Configuration
QUIQQER stores system configuration in the installation's etc/ directory. Many operational settings are also exposed through the administration interface.
Operators should understand both layers:
etc/files are the persisted configuration files used by the runtime.- Administration settings provide a UI for selected configuration values.
- Package settings can add additional configuration areas.
Configuration Files
Common files in etc/ include:
| File | Purpose |
|---|---|
conf.ini.php | Main system configuration such as paths, host, web server type, database, mail, session, and runtime flags. |
cache.ini.php | Cache-related configuration. |
plugins.ini.php | Installed package state and package-related metadata. |
projects.ini.php | Project registration and project metadata. |
templates.ini.php | Template assignment and template-related data. |
source.list.ini.php | Package source and update server configuration. |
license.ini.php | License-related configuration. |
htaccess.custom.php | Custom Apache rules included during .htaccess generation. |
nginx/nginx.example.conf | Generated NGINX configuration output. |
nginx/conf.d/ | NGINX include files for local PHP, SSL, redirect, whitelist, and server customizations. |
Do not commit production etc/ files into public repositories. They can contain environment-specific paths, database credentials, salts, license data, mail settings, and hostnames.
Main Configuration Areas
conf.ini.php is grouped into sections. Important operator-facing areas are:
| Section | Purpose |
|---|---|
globals | Installation paths, host, language, timezone, cache flag, development flag, maintenance flag, and runtime behavior. |
db | Database connection. |
webserver | Web server type and HTTPS behavior. |
mail | Mail transport, queue, sender, and logging settings. |
session | Session backend and lifetime. |
session_redis | Redis connection for session storage when Redis sessions are enabled. |
error | Error reporting and error mail behavior. |
smarty | Template engine runtime settings. |
Changing these values can affect the whole installation. Keep a backup of the file before manual changes.
Web Server Settings
The webserver section controls which generated routing file QUIQQER expects:
| Setting | Use |
|---|---|
webserver.type | Selects apache2.4, apache2.2, or nginx. |
webserver.forceHttps | Enables generated HTTP-to-HTTPS redirects where supported by the generated server file. |
Changing the web server type affects generated routing files. Regenerate the matching file after changing it:
./console htaccess
./console --tool=quiqqer:nginxSee Web Server for Apache and NGINX details.
Session Settings
The session section controls where user sessions are stored. Current Core settings expose filesystem, database, memcached, and Redis session storage.
When Redis is used for sessions, the connection value is stored in session_redis.server. Keep the PHP web runtime and the CLI runtime aligned: both must be able to reach the configured session backend.
Session backend changes can log users out or invalidate active sessions. Plan them during a maintenance window and verify login in the administration interface afterwards.
Administration Settings
The administration interface exposes selected configuration values through settings panels. Core settings are declared by XML files such as:
packages/quiqqer/core/admin/settings/conf.xmlpackages/quiqqer/core/admin/settings/cache.xml
Installed packages can add their own settings panels. These settings are still stored as system or package configuration and should be treated as operational changes.
Use the administration interface for normal changes when a setting is available there. Manual file edits are useful for recovery, deployment automation, or settings that are not exposed through the UI.
Changing Configuration Safely
Before changing configuration:
- create a backup of the affected
etc/file - note the old value and the reason for the change
- check whether the setting is available in the administration interface
- understand whether the setting is environment-specific
- plan cache clearing or setup runs if the setting affects runtime behavior
After changing configuration:
- clear relevant caches
- run setup when package configuration or generated definitions changed
- regenerate web server files when web server customizations changed
- verify frontend and administration interface
- inspect logs for configuration-related errors
Examples
Maintenance mode can be controlled through the console:
./console --tool=quiqqer:maintenance --status=on
./console --tool=quiqqer:maintenance --status=offApache custom rules should be added to:
etc/htaccess.custom.phpThen regenerate .htaccess:
./console htaccessCache behavior can be changed through cache settings in the administration interface or through the corresponding configuration files. Clear caches after changing cache behavior.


About this exercise >>
Set down all of the records exactly.

Records supplied >>
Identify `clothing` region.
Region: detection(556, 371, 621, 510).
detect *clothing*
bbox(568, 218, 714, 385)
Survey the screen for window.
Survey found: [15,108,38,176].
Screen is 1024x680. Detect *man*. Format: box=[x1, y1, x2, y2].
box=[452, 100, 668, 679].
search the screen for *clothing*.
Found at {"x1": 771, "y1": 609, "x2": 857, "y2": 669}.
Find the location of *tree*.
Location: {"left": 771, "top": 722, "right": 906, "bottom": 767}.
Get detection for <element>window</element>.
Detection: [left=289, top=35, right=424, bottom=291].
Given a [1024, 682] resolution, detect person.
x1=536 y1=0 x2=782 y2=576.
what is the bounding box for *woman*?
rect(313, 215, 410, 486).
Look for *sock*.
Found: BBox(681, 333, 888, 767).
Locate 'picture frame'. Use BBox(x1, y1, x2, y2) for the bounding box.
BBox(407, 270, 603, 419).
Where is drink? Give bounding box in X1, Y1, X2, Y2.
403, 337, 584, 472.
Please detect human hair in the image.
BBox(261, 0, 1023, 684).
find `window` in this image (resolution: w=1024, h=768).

Task answer >>
Identify `clothing` region.
Region: detection(556, 371, 621, 510).
detect *clothing*
bbox(568, 218, 714, 385)
Survey the screen for window.
Survey found: [15,108,38,176].
Screen is 1024x680. Detect *man*. Format: box=[x1, y1, x2, y2].
box=[452, 100, 668, 679].
search the screen for *clothing*.
Found at {"x1": 771, "y1": 609, "x2": 857, "y2": 669}.
Find the location of *tree*.
Location: {"left": 771, "top": 722, "right": 906, "bottom": 767}.
Get detection for <element>window</element>.
Detection: [left=289, top=35, right=424, bottom=291].
Given a [1024, 682] resolution, detect person.
x1=536 y1=0 x2=782 y2=576.
what is the bounding box for *woman*?
rect(313, 215, 410, 486).
Look for *sock*.
Found: BBox(681, 333, 888, 767).
Locate 'picture frame'. Use BBox(x1, y1, x2, y2) for the bounding box.
BBox(407, 270, 603, 419).
Where is drink? Give bounding box in X1, Y1, X2, Y2.
403, 337, 584, 472.
Please detect human hair in the image.
BBox(261, 0, 1023, 684).
find `window` in this image (resolution: w=1024, h=768).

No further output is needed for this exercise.